Charting COVID-19’s Disruptive Effect on Biosimilar Development and Use

 
The year 2020 has seen just 2 biosimilars approved in the United States. This is well down from the 10 approved by the FDA last year. Although by the FDA’s count there are 90-some biosimilar development projects in the works, the pace of approvals does not reflect this. The reason may be coronavirus disease 2019 (COVID-19). 

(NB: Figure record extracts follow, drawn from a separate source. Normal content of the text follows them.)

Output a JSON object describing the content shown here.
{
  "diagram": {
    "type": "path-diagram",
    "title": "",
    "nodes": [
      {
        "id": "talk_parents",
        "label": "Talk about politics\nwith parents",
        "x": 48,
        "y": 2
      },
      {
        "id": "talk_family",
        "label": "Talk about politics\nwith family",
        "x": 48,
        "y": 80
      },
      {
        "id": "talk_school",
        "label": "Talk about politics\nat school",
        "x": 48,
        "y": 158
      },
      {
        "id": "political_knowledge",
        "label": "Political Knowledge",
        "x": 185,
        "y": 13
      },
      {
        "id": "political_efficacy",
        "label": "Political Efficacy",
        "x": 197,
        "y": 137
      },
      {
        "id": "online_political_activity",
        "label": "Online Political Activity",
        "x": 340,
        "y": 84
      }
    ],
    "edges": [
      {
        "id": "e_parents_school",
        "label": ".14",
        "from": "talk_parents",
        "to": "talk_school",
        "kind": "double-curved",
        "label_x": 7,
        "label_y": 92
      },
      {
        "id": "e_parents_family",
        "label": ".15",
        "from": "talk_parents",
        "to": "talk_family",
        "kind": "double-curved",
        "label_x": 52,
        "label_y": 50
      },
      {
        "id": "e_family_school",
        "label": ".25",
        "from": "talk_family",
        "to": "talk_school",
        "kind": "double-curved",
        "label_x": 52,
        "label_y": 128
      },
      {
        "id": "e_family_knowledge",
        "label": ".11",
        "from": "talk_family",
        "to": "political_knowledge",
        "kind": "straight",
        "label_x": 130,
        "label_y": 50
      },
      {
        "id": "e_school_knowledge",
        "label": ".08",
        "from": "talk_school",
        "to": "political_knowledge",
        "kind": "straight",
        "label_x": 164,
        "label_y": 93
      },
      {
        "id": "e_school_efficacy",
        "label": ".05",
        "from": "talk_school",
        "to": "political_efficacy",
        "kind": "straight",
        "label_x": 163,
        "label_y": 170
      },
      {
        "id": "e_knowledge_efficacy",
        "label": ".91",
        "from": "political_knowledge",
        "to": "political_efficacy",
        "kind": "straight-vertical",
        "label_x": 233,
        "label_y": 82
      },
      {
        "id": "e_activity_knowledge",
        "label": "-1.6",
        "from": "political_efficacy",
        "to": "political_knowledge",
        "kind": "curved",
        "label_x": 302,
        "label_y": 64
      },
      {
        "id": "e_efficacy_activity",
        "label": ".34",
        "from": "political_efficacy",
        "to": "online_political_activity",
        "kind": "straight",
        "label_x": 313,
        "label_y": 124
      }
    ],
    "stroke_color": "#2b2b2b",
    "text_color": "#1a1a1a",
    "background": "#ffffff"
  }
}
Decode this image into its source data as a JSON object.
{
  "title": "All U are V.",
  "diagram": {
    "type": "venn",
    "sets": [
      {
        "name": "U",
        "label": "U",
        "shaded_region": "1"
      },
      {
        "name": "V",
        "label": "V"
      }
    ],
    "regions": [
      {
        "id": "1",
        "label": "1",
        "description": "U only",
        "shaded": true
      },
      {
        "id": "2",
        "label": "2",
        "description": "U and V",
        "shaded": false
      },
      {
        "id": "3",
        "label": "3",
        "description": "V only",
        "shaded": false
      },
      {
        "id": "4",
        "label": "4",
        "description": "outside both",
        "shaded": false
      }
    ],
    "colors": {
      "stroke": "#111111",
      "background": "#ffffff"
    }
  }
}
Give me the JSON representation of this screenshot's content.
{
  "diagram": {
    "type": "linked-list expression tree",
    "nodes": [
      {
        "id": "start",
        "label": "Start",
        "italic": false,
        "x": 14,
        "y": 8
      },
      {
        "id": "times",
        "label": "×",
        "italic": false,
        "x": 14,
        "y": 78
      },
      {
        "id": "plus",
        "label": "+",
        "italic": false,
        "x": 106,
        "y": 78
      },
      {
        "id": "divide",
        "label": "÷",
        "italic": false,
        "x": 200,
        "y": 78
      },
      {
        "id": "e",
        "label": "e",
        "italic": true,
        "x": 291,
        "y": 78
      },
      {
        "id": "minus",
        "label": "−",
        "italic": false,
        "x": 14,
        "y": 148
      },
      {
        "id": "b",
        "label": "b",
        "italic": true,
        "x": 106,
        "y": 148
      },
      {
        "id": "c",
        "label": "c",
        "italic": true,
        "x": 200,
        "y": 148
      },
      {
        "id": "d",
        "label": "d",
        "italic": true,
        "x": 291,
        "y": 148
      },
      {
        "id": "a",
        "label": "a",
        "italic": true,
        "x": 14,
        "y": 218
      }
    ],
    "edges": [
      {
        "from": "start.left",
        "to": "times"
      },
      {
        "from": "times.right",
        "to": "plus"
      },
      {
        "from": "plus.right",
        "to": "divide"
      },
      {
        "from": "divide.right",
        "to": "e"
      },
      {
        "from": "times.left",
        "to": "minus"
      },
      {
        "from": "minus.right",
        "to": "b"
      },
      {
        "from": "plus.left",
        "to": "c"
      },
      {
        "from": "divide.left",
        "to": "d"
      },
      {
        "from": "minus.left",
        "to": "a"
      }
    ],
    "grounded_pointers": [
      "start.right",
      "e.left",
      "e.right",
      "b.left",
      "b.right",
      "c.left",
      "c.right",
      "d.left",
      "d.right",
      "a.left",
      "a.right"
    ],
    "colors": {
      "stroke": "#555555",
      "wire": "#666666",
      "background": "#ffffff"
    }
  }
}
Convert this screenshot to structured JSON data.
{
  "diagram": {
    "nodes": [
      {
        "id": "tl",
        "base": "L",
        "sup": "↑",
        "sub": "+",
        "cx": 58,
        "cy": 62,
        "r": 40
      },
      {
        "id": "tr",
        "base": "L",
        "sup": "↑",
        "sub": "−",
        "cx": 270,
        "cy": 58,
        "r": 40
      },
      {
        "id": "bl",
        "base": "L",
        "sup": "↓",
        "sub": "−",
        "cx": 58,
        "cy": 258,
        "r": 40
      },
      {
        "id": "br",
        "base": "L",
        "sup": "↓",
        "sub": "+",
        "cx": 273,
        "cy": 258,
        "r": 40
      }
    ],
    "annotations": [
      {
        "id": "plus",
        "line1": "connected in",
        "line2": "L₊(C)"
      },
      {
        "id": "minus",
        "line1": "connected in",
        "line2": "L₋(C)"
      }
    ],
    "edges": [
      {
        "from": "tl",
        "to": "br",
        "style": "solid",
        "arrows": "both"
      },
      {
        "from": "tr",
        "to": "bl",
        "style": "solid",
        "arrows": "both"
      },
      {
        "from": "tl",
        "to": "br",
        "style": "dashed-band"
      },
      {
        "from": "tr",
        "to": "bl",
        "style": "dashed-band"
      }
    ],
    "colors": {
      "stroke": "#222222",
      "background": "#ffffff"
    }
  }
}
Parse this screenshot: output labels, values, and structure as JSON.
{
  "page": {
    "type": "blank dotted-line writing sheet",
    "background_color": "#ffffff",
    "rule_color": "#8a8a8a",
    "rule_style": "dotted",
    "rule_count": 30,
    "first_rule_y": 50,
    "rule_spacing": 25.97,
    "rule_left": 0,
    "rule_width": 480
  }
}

As it took hold in the epicenter in Wuhan China at the outset of 2020, COVID-19’s first effect on the biosimilar industry was to shut down a $514 million biosimilar factory construction project. As the autumn season unfolded, those plans were still in abeyance. The new coronavirus then rippled through clinics and communities in the United states, causing patients to cancel and postpone treatments and screenings, and causing health care centers to reshuffle priorities. This affected prescribing patterns for biosimilars in ways that may not be fully understood for months.

In the biopharmaceutical industry, sales programs were rejiggered to conform to a virtual world of business. New technologies were deployed to market the handful of biosimilars that were launched during the early months of the pandemic. Digital rapidly replaced in-person visits by pharmaceutical sales representatives, hastening an ongoing transformation that many do not expect to be reversed when the COVID-19 dust has settled.

A new eBook from The Center for Biosimilars® discusses the multiple ways in which COVID-19 has affected biosimilars in clinical practice and in business. It also reviews the hope invested in these agents for new therapies for treatment of COVID-19, as well as a biosimilar-related process potentially able to verify which COVID-19 vaccines can develop the level of antibody resistance needed to overcome this disease.
 
Check out these stories in the new eBook, “The Disruptor: How Coronavirus Disease 2019 (COVID-19) Has Affected the Development and Uptake of Biosimilars.”